Home-based HIV testing: an acceptable intervention for sub-Saharan Africans?

HIV testing is the gateway to accessing care – but can involve issues of stigma.  So improving accessibility to testing – by, amongst other things, overcoming the associated stigma – is a major concern for developed and underdeveloped countries alike, and has led to initiatives for testing in “non-traditional settings” (e.g. the UK based HINTS study: http://sti.bmj.com/content/88/8/601.abstract?sid=30e86f02-5f14-47ea-a52f-890e265e9295).  In many low-income countries, where need is particularly great, and medical infra-structure poor (e.g. many nations of sub-Saharan African), these “non-traditional settings” have included non-medical ones, including the home (see Obare & Kohler (2009): http://sti.bmj.com/content/85/2/139.abstract?sid=ec2937f2-fabf-4e25-bcf2-3d8d1c6fc021).

Yet, serious concerns have recently been raised about the implications of implementing such an approach in low-resource settings.  It is argued that the consequences of stigma may be very serious for those affected (Turan & Cohen: http://link.springer.com/article/10.1007/s10461-010-9798-5/fulltext.html) , and that, where there is a drive to implement testing by untrained and ill-qualified staff, considerations of acceptability can easily be over-ridden (e.g.  Human Rights Watch: http://www.hrw.org/sites/default/files/reports/lesotho1108.pdf).

So a recent meta-analysis of Sabathy & Ford in PLoS-Medicine seeking to cast a light on the acceptability of home-testing  in sub-Saharan Africa is very welcome (http://www.plosmedicine.org/article/info%3Adoi%2F10.1371%2Fjournal.pmed.1001351).

21 studies reported in 19 papers are selected as meeting the criteria, and derive from six sub-Saharan African countries.  The overall results are a strong endorsement of the acceptability of home-based testing (HBT).  Of those offered the test 77% accepted and received a result; furthermore, among those testing positive between 40% and 79% turned out not to have tested previously.  There were two particularly encouraging findings.  First, in the eight studies that separated data on the basis of gender, 47% of those offered the test were men.  This is important, given the often very low rates of male attendance (as low as 9%) for facility-based testing.  Second, in the two studies that report CD4 counts,  only 68% and 69% respectively of those testing positive had a CD4 count >200.  The authors conclude that HBT may be a useful approach for earlier detection.

The study identifies as its key finding the potential of HBT to reach wide sections of the community who would not otherwise have sought testing.  It also indicates a number of directions for further research.  These include, most obviously, the feasibility and acceptability of repeat HBT for ongoing knowledge of HIV status.  On this the study of Obare & Kohler 2009 has produced some encouraging results (http://sti.bmj.com/content/85/2/139.abstract?sid=ec2937f2-fabf-4e25-bcf2-3d8d1c6fc021).  The option of self-testing with support from HBT staff is also something to be explored.  Finally, the whole issue of the cost-effectiveness of HBT relative to other interventions requires further research in order to guide policy-makers operating in resource-poor settings.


## [Your assignment]
Copy each line of the data that has "Characteristics" in it.

_ _ _

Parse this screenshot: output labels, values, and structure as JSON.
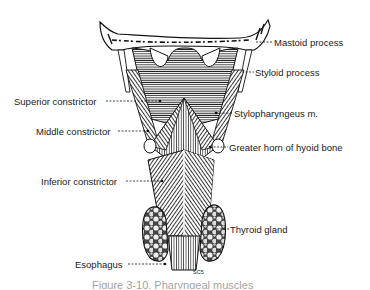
{
  "figure": {
    "labels": {
      "mastoid": "Mastoid process",
      "styloid": "Styloid process",
      "superior_constrictor": "Superior constrictor",
      "stylopharyngeus": "Stylopharyngeus m.",
      "middle_constrictor": "Middle constrictor",
      "hyoid_horn": "Greater horn of hyoid bone",
      "inferior_constrictor": "Inferior constrictor",
      "thyroid": "Thyroid gland",
      "esophagus": "Esophagus"
    },
    "small_mark": "SC5",
    "caption": "Figure 3-10. Pharyngeal muscles"
  }
}
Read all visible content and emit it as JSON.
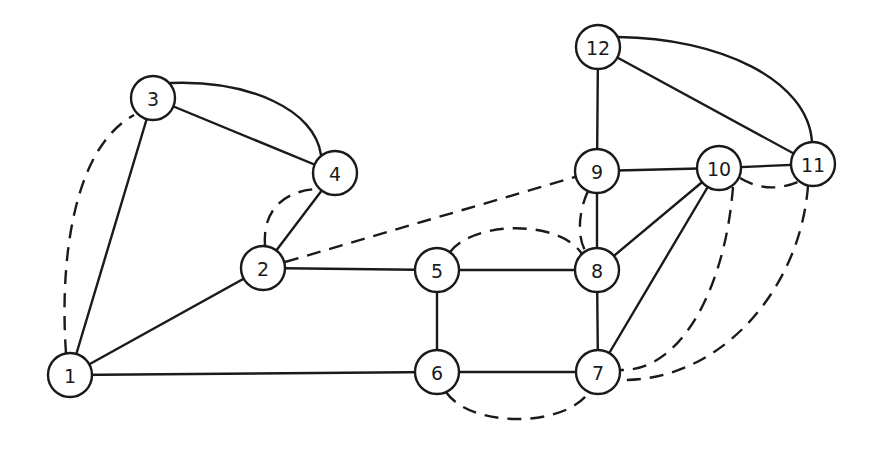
{
  "diagram": {
    "type": "undirected-graph",
    "colors": {
      "stroke": "#1a1a1a",
      "background": "#ffffff",
      "node_fill": "#ffffff"
    },
    "node_radius": 22,
    "nodes": [
      {
        "id": "1",
        "label": "1",
        "x": 70,
        "y": 375
      },
      {
        "id": "2",
        "label": "2",
        "x": 263,
        "y": 268
      },
      {
        "id": "3",
        "label": "3",
        "x": 153,
        "y": 98
      },
      {
        "id": "4",
        "label": "4",
        "x": 335,
        "y": 173
      },
      {
        "id": "5",
        "label": "5",
        "x": 437,
        "y": 270
      },
      {
        "id": "6",
        "label": "6",
        "x": 437,
        "y": 372
      },
      {
        "id": "7",
        "label": "7",
        "x": 598,
        "y": 372
      },
      {
        "id": "8",
        "label": "8",
        "x": 597,
        "y": 270
      },
      {
        "id": "9",
        "label": "9",
        "x": 597,
        "y": 171
      },
      {
        "id": "10",
        "label": "10",
        "x": 719,
        "y": 168
      },
      {
        "id": "11",
        "label": "11",
        "x": 813,
        "y": 164
      },
      {
        "id": "12",
        "label": "12",
        "x": 598,
        "y": 47
      }
    ],
    "edges": [
      {
        "from": "1",
        "to": "3",
        "style": "solid",
        "path": "M70,375 L153,98"
      },
      {
        "from": "1",
        "to": "2",
        "style": "solid",
        "path": "M70,375 L263,268"
      },
      {
        "from": "1",
        "to": "6",
        "style": "solid",
        "path": "M70,375 L437,372"
      },
      {
        "from": "3",
        "to": "4",
        "style": "solid",
        "path": "M153,98 L335,173"
      },
      {
        "from": "3",
        "to": "4",
        "style": "solid",
        "path": "M170,83 C250,80 315,110 321,155"
      },
      {
        "from": "2",
        "to": "4",
        "style": "solid",
        "path": "M263,268 L335,173"
      },
      {
        "from": "2",
        "to": "5",
        "style": "solid",
        "path": "M263,268 L437,270"
      },
      {
        "from": "5",
        "to": "8",
        "style": "solid",
        "path": "M437,270 L597,270"
      },
      {
        "from": "5",
        "to": "6",
        "style": "solid",
        "path": "M437,270 L437,372"
      },
      {
        "from": "6",
        "to": "7",
        "style": "solid",
        "path": "M437,372 L598,372"
      },
      {
        "from": "8",
        "to": "7",
        "style": "solid",
        "path": "M597,270 L598,372"
      },
      {
        "from": "9",
        "to": "8",
        "style": "solid",
        "path": "M597,171 L597,270"
      },
      {
        "from": "12",
        "to": "9",
        "style": "solid",
        "path": "M598,47 L597,171"
      },
      {
        "from": "9",
        "to": "10",
        "style": "solid",
        "path": "M597,171 L719,168"
      },
      {
        "from": "10",
        "to": "11",
        "style": "solid",
        "path": "M719,168 L813,164"
      },
      {
        "from": "12",
        "to": "11",
        "style": "solid",
        "path": "M598,47 L813,164"
      },
      {
        "from": "12",
        "to": "11",
        "style": "solid",
        "path": "M618,37 C720,38 808,80 812,142"
      },
      {
        "from": "10",
        "to": "8",
        "style": "solid",
        "path": "M719,168 L597,270"
      },
      {
        "from": "10",
        "to": "7",
        "style": "solid",
        "path": "M719,168 L598,372"
      },
      {
        "from": "1",
        "to": "3",
        "style": "dashed",
        "path": "M66,353 C60,270 70,150 134,115"
      },
      {
        "from": "2",
        "to": "4",
        "style": "dashed",
        "path": "M265,246 C262,205 290,190 318,189"
      },
      {
        "from": "2",
        "to": "9",
        "style": "dashed",
        "path": "M285,262 L575,177"
      },
      {
        "from": "5",
        "to": "8",
        "style": "dashed",
        "path": "M450,252 C475,220 560,220 582,254"
      },
      {
        "from": "9",
        "to": "8",
        "style": "dashed",
        "path": "M588,191 C577,215 578,240 586,252"
      },
      {
        "from": "6",
        "to": "7",
        "style": "dashed",
        "path": "M446,392 C470,428 565,428 589,392"
      },
      {
        "from": "10",
        "to": "11",
        "style": "dashed",
        "path": "M740,178 C760,190 780,190 800,181"
      },
      {
        "from": "10",
        "to": "7",
        "style": "dashed",
        "path": "M733,187 C725,290 680,372 620,370"
      },
      {
        "from": "11",
        "to": "7",
        "style": "dashed",
        "path": "M808,186 C800,290 720,382 620,380"
      }
    ]
  }
}
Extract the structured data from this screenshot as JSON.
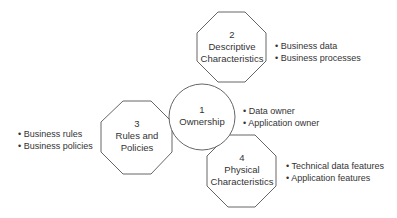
{
  "nodes": [
    {
      "number": "1",
      "title": "Ownership",
      "shape": "circle",
      "bullets": [
        "Data owner",
        "Application owner"
      ]
    },
    {
      "number": "2",
      "title": "Descriptive Characteristics",
      "shape": "octagon",
      "title_lines": [
        "Descriptive",
        "Characteristics"
      ],
      "bullets": [
        "Business data",
        "Business processes"
      ]
    },
    {
      "number": "3",
      "title": "Rules and Policies",
      "shape": "octagon",
      "title_lines": [
        "Rules and",
        "Policies"
      ],
      "bullets": [
        "Business rules",
        "Business policies"
      ]
    },
    {
      "number": "4",
      "title": "Physical Characteristics",
      "shape": "octagon",
      "title_lines": [
        "Physical",
        "Characteristics"
      ],
      "bullets": [
        "Technical data features",
        "Application features"
      ]
    }
  ],
  "colors": {
    "stroke": "#555555",
    "text": "#333333",
    "background": "#ffffff"
  }
}
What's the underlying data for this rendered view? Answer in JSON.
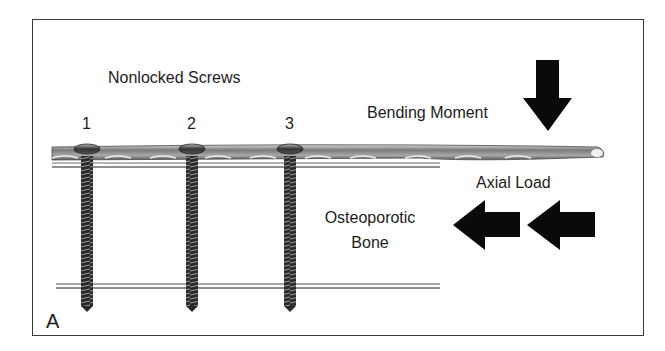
{
  "figure": {
    "panel_label": "A",
    "title_label": "Nonlocked Screws",
    "screws": [
      {
        "number": "1"
      },
      {
        "number": "2"
      },
      {
        "number": "3"
      }
    ],
    "bending_label": "Bending Moment",
    "axial_label": "Axial Load",
    "bone_label_line1": "Osteoporotic",
    "bone_label_line2": "Bone",
    "colors": {
      "arrow": "#0a0a0a",
      "plate": "#8a8a8a",
      "frame": "#3a3a3a",
      "bone_line": "#9a9a9a"
    }
  }
}
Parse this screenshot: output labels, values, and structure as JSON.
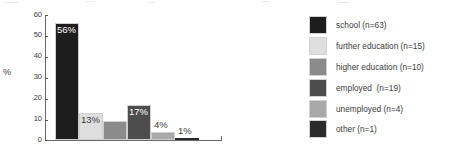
{
  "chart_data": {
    "type": "bar",
    "title": "",
    "xlabel": "",
    "ylabel": "%",
    "ylim": [
      0,
      60
    ],
    "yticks": [
      0,
      10,
      20,
      30,
      40,
      50,
      60
    ],
    "ytick_labels": [
      "0",
      "10",
      "20",
      "30",
      "40",
      "50",
      "60"
    ],
    "grid": false,
    "legend_position": "right",
    "categories": [
      "school (n=63)",
      "further education (n=15)",
      "higher education (n=10)",
      "employed  (n=19)",
      "unemployed (n=4)",
      "other (n=1)"
    ],
    "values": [
      56,
      13,
      9,
      17,
      4,
      1
    ],
    "data_labels": [
      "56%",
      "13%",
      "9%",
      "17%",
      "4%",
      "1%"
    ],
    "series": [
      {
        "name": "",
        "values": [
          56,
          13,
          9,
          17,
          4,
          1
        ]
      }
    ],
    "colors": [
      "#1d1d1d",
      "#dedede",
      "#8b8b8b",
      "#4d4d4d",
      "#a9a9a9",
      "#2b2b2b"
    ],
    "label_colors": [
      "#ffffff",
      "#3b3b3b",
      "#ffffff",
      "#ffffff",
      "#3b3b3b",
      "#3b3b3b"
    ]
  },
  "axis": {
    "y_title": "%",
    "ticks": [
      {
        "label": "60"
      },
      {
        "label": "50"
      },
      {
        "label": "40"
      },
      {
        "label": "30"
      },
      {
        "label": "20"
      },
      {
        "label": "10"
      },
      {
        "label": "0"
      }
    ]
  },
  "bars": [
    {
      "label": "56%",
      "value": 56,
      "color": "#1d1d1d",
      "label_color": "#ffffff"
    },
    {
      "label": "13%",
      "value": 13,
      "color": "#dedede",
      "label_color": "#3b3b3b"
    },
    {
      "label": "9%",
      "value": 9,
      "color": "#8b8b8b",
      "label_color": "#ffffff"
    },
    {
      "label": "17%",
      "value": 17,
      "color": "#4d4d4d",
      "label_color": "#ffffff"
    },
    {
      "label": "4%",
      "value": 4,
      "color": "#a9a9a9",
      "label_color": "#3b3b3b"
    },
    {
      "label": "1%",
      "value": 1,
      "color": "#2b2b2b",
      "label_color": "#3b3b3b"
    }
  ],
  "legend": {
    "items": [
      {
        "label": "school (n=63)",
        "color": "#1d1d1d"
      },
      {
        "label": "further education (n=15)",
        "color": "#dedede"
      },
      {
        "label": "higher education (n=10)",
        "color": "#8b8b8b"
      },
      {
        "label": "employed  (n=19)",
        "color": "#4d4d4d"
      },
      {
        "label": "unemployed (n=4)",
        "color": "#a9a9a9"
      },
      {
        "label": "other (n=1)",
        "color": "#2b2b2b"
      }
    ]
  }
}
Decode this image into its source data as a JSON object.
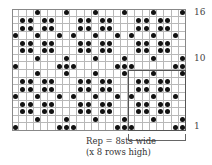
{
  "chart": {
    "columns": 24,
    "rows": 16,
    "colors": {
      "dot": "#111111",
      "grid": "#b8b8b8",
      "frame": "#888888"
    },
    "row_labels": [
      {
        "row": 16,
        "label": "16"
      },
      {
        "row": 10,
        "label": "10"
      },
      {
        "row": 1,
        "label": "1"
      }
    ],
    "dots_by_row": {
      "16": [
        3,
        7,
        11,
        15,
        19,
        23
      ],
      "15": [
        1,
        2,
        4,
        5,
        9,
        10,
        12,
        13,
        17,
        18,
        20,
        21
      ],
      "14": [
        1,
        2,
        4,
        5,
        9,
        10,
        12,
        13,
        17,
        18,
        20,
        21
      ],
      "13": [
        0,
        3,
        6,
        8,
        11,
        14,
        16,
        19,
        22
      ],
      "12": [
        1,
        2,
        4,
        5,
        9,
        10,
        12,
        13,
        17,
        18,
        20,
        21
      ],
      "11": [
        1,
        2,
        4,
        5,
        9,
        10,
        12,
        13,
        17,
        18,
        20,
        21
      ],
      "10": [
        3,
        7,
        11,
        15,
        19,
        23
      ],
      "9": [
        0,
        6,
        7,
        8,
        14,
        15,
        16,
        22,
        23
      ],
      "8": [
        3,
        7,
        11,
        15,
        19,
        23
      ],
      "7": [
        1,
        2,
        4,
        5,
        9,
        10,
        12,
        13,
        17,
        18,
        20,
        21
      ],
      "6": [
        1,
        2,
        4,
        5,
        9,
        10,
        12,
        13,
        17,
        18,
        20,
        21
      ],
      "5": [
        0,
        3,
        6,
        8,
        11,
        14,
        16,
        19,
        22
      ],
      "4": [
        1,
        2,
        4,
        5,
        9,
        10,
        12,
        13,
        17,
        18,
        20,
        21
      ],
      "3": [
        1,
        2,
        4,
        5,
        9,
        10,
        12,
        13,
        17,
        18,
        20,
        21
      ],
      "2": [
        3,
        7,
        11,
        15,
        19,
        23
      ],
      "1": [
        0,
        6,
        7,
        8,
        14,
        15,
        16,
        22,
        23
      ]
    },
    "repeat_box": {
      "col_start": 16,
      "col_end": 23,
      "row_start": 1,
      "row_end": 8
    }
  },
  "legend": {
    "line1": "Rep = 8sts wide",
    "line2": "(x 8 rows high)"
  }
}
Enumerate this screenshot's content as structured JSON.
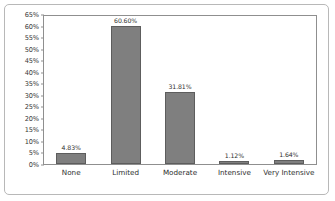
{
  "chart_data": {
    "type": "bar",
    "title": "",
    "xlabel": "",
    "ylabel": "",
    "categories": [
      "None",
      "Limited",
      "Moderate",
      "Intensive",
      "Very Intensive"
    ],
    "values": [
      4.83,
      60.6,
      31.81,
      1.12,
      1.64
    ],
    "data_labels": [
      "4.83%",
      "60.60%",
      "31.81%",
      "1.12%",
      "1.64%"
    ],
    "ylim": [
      0,
      65
    ],
    "ytick_step": 5,
    "ytick_labels": [
      "0%",
      "5%",
      "10%",
      "15%",
      "20%",
      "25%",
      "30%",
      "35%",
      "40%",
      "45%",
      "50%",
      "55%",
      "60%",
      "65%"
    ],
    "ytick_values": [
      0,
      5,
      10,
      15,
      20,
      25,
      30,
      35,
      40,
      45,
      50,
      55,
      60,
      65
    ],
    "grid": false,
    "legend": false,
    "bar_color": "#7f7f7f",
    "bar_border_color": "#5d5d5d",
    "frame_color": "#8f8f8f",
    "card_border_color": "#b8b8b8",
    "background": "#ffffff"
  }
}
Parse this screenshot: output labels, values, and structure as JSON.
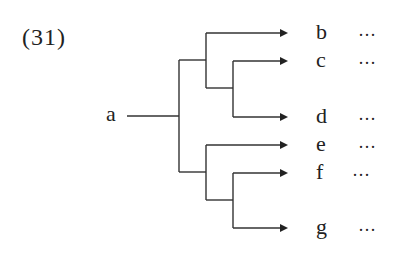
{
  "problem_number": "(31)",
  "root": {
    "label": "a"
  },
  "leaves": [
    {
      "label": "b",
      "suffix": "···"
    },
    {
      "label": "c",
      "suffix": "···"
    },
    {
      "label": "d",
      "suffix": "···"
    },
    {
      "label": "e",
      "suffix": "···"
    },
    {
      "label": "f",
      "suffix": "···"
    },
    {
      "label": "g",
      "suffix": "···"
    }
  ],
  "structure": {
    "description": "Binary tree diagram: root a splits into two groups; upper group branches to b and a sub-branch (c, d); lower group branches to e and a sub-branch (f, g).",
    "groups": [
      {
        "children": [
          "b",
          [
            "c",
            "d"
          ]
        ]
      },
      {
        "children": [
          "e",
          [
            "f",
            "g"
          ]
        ]
      }
    ]
  },
  "colors": {
    "line": "#333333",
    "text": "#222222",
    "background": "#ffffff"
  }
}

_ _ _

## [Answer box]
      "title": "Descriptive Characteristics",
        "Characteristics"
      "title": "Physical Characteristics",
        "Characteristics"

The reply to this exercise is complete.